Originally named the Conncourse, in honor of Oklahoma City banker Jack Conn, [2] it was renamed the Underground after an extensive facelift conducted by architect Rand Elliott. [3] With the 2006 facelift, Rand Elliott has turned what had become a somewhat dated appearance of the old tunnels into a "walk-in work of art".
Vancouver's Chinatown was home to the largest Chinese community in Canada during the early 1900s, with 3,559 residents listed in the 1911 national census. [11] The Vancouver Asiatic Exclusion League, an all-European lobbyist group opposed to immigration from Asia, was established in 1907 with the goal of expelling Asians from the city. [12]
Hotel Vancouver: 900 West Georgia Street This heritage hotel was the 3rd Hotel Vancouver and took 11 years to complete. The first two original hotels were built on the corner of Granville & Georgia in 1887 & 1916. 1929–1939 John S. Archibald & John Schofield, architects Sylvia Hotel: 1154 Gilford Street
Oklahoma City's Historic Chinatown consisted of a tunnel system underneath buildings and streets in downtown, centered in the vicinity of Main Street and Grand Avenue (now Sheridan) toward Broadway and Robinson Avenues, the extent of which is unknown and likely lost forever.
Stadium–Chinatown (formerly Stadium) is an elevated station on the Expo Line of Metro Vancouver's SkyTrain rapid transit system. The station is located in Vancouver, British Columbia, Canada, at the eastern entrance of the Dunsmuir Tunnel. It is one of four stations on the Expo Line that serve Downtown Vancouver.

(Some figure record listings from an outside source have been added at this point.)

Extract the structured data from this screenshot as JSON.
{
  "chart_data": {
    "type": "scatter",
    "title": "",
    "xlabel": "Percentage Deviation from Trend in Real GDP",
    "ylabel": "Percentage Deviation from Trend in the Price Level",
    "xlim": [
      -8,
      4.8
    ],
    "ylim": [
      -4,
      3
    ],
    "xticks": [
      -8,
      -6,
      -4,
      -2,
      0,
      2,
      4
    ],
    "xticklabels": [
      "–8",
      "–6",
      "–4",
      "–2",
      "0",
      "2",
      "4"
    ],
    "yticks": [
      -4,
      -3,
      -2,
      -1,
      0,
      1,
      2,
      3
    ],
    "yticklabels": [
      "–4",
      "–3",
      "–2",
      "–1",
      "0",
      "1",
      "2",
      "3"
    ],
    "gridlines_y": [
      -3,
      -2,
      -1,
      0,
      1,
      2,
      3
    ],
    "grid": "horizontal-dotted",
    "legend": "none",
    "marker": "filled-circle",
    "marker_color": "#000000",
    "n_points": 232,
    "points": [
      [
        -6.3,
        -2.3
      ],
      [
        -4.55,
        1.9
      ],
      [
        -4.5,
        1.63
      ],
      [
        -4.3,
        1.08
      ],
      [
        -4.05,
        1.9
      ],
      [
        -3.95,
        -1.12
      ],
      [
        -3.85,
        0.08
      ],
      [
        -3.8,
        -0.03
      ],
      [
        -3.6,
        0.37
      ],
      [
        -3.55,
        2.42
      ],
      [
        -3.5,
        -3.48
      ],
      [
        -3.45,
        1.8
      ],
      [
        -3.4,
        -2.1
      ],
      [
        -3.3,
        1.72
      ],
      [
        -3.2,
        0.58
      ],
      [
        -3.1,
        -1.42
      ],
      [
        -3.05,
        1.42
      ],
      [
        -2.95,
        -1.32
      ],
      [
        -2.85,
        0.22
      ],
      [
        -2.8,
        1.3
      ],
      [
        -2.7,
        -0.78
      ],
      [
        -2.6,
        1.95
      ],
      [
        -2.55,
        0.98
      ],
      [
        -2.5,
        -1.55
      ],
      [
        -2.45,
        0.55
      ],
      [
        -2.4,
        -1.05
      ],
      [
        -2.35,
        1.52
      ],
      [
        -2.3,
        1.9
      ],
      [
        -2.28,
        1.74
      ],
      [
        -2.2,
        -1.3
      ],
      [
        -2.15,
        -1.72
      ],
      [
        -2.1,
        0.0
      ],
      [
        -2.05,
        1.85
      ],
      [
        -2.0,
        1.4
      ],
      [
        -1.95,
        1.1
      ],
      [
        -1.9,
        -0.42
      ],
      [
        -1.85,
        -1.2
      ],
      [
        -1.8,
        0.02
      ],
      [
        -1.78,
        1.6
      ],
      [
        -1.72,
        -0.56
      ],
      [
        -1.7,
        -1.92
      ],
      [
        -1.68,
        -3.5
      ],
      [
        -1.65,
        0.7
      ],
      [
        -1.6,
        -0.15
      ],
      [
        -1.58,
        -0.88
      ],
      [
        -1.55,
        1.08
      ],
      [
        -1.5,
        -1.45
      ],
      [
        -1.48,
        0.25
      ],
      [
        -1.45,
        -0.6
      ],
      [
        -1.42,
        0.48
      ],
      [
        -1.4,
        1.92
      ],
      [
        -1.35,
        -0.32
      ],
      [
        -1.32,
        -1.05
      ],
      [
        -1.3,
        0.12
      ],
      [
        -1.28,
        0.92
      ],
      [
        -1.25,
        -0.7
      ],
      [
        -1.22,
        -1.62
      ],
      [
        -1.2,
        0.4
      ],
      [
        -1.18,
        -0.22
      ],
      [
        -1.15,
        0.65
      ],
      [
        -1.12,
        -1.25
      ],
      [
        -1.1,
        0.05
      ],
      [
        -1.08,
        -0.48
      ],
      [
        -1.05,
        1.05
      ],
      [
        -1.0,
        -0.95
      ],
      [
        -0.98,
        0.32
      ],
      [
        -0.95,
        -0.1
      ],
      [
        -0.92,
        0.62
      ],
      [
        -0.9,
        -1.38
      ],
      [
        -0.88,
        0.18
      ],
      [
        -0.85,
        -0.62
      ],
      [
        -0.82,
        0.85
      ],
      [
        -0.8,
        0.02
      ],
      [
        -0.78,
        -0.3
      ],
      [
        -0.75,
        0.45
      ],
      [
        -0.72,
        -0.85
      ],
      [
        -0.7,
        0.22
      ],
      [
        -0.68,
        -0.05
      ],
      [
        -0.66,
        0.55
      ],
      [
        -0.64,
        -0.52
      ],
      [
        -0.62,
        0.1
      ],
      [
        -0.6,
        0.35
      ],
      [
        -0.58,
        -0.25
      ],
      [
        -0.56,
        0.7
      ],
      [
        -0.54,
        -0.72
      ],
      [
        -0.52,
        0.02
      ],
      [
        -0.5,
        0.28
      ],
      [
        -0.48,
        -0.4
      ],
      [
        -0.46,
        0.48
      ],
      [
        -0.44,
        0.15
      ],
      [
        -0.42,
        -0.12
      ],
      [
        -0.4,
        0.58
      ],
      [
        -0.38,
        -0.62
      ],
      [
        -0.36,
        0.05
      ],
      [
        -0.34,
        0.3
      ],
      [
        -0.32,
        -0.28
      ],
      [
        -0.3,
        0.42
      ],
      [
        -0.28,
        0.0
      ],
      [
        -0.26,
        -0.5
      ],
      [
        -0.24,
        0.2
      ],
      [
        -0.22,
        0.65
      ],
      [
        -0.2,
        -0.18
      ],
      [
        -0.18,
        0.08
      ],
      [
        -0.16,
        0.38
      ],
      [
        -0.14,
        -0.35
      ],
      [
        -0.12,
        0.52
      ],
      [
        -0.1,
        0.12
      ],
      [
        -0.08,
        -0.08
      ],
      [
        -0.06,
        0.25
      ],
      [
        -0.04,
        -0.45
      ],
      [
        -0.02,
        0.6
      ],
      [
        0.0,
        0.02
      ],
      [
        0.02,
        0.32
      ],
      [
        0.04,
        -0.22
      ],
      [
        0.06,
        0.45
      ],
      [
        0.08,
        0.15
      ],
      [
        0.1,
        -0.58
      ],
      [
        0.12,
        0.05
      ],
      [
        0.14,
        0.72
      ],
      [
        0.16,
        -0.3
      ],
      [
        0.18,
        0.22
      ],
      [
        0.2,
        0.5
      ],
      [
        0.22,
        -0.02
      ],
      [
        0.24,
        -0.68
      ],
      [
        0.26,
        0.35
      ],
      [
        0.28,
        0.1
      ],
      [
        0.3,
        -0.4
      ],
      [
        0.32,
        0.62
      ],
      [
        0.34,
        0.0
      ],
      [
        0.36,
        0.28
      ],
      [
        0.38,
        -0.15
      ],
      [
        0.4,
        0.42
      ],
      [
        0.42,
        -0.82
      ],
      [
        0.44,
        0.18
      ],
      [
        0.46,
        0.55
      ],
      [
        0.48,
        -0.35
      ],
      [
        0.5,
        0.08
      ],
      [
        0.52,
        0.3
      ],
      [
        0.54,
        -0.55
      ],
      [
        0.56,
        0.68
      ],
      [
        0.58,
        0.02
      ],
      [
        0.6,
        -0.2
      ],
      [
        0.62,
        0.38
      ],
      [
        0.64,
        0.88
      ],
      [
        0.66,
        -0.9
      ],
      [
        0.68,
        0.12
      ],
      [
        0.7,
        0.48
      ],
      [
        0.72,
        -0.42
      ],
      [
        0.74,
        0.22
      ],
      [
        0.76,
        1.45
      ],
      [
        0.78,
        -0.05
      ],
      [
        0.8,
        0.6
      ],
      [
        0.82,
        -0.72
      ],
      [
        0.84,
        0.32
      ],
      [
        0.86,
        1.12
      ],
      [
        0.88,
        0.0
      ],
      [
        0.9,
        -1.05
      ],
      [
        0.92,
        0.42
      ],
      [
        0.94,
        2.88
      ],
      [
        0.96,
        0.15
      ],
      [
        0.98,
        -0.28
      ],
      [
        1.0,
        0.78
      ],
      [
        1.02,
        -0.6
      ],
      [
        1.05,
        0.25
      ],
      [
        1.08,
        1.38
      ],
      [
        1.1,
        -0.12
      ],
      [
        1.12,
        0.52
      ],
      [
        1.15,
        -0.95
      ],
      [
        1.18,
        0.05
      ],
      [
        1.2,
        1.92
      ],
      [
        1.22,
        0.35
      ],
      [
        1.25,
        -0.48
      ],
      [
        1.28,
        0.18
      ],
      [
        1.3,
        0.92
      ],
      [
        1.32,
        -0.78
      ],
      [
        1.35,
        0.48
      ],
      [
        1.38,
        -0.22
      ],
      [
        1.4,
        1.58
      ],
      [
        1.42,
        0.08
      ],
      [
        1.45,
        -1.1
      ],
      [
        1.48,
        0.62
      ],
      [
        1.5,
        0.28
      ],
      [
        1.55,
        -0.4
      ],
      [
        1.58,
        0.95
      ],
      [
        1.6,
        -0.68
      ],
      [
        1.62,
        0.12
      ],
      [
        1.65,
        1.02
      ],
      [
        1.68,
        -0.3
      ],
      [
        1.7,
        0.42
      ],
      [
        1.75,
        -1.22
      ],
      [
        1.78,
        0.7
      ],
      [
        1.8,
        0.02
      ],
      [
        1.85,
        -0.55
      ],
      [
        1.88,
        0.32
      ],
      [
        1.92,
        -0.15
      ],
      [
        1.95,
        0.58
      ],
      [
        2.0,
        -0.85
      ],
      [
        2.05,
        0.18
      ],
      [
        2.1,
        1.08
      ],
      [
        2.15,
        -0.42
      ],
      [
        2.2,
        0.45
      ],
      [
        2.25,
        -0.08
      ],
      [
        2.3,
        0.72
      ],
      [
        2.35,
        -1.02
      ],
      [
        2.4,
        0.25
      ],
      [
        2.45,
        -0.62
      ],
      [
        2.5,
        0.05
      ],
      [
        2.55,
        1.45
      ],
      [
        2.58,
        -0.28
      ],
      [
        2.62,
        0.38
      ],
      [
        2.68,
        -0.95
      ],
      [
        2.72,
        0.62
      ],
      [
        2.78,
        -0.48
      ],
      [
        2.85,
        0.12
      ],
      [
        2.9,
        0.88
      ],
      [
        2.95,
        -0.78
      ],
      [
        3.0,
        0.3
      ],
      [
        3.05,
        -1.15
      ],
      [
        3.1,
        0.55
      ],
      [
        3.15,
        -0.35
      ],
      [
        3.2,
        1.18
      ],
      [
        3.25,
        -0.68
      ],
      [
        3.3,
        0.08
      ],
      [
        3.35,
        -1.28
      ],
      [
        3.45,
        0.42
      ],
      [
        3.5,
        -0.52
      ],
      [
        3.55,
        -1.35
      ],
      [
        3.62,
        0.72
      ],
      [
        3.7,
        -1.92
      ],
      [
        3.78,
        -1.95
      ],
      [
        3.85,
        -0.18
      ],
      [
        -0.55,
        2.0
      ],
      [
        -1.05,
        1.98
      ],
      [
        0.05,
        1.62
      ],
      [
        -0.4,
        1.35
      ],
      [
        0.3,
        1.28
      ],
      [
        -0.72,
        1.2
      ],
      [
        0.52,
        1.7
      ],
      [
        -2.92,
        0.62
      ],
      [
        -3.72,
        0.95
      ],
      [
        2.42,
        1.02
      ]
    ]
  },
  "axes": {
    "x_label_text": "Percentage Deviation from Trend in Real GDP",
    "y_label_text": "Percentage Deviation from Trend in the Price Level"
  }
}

Attached to the Canadian Pacific's Hotel Vancouver (demolished) second Hotel Vancouver (now the location of the Toronto-Dominion Tower on Georgia Street) was an opera house in neo-Egyptian Art Deco styling fronting on Granville Street. When this theatre closed and was demolished to make way for the new Pacific Centre in the early 1970s it was ...
The City of Vancouver is the greenest city in Canada according to an independent ongoing urban ecological footprint study. [269] The Greenest City action plan (GCAP) is a City of Vancouver urban sustainability initiative. Its primary mission was to ensure Vancouver would become the greenest city in the world by 2020.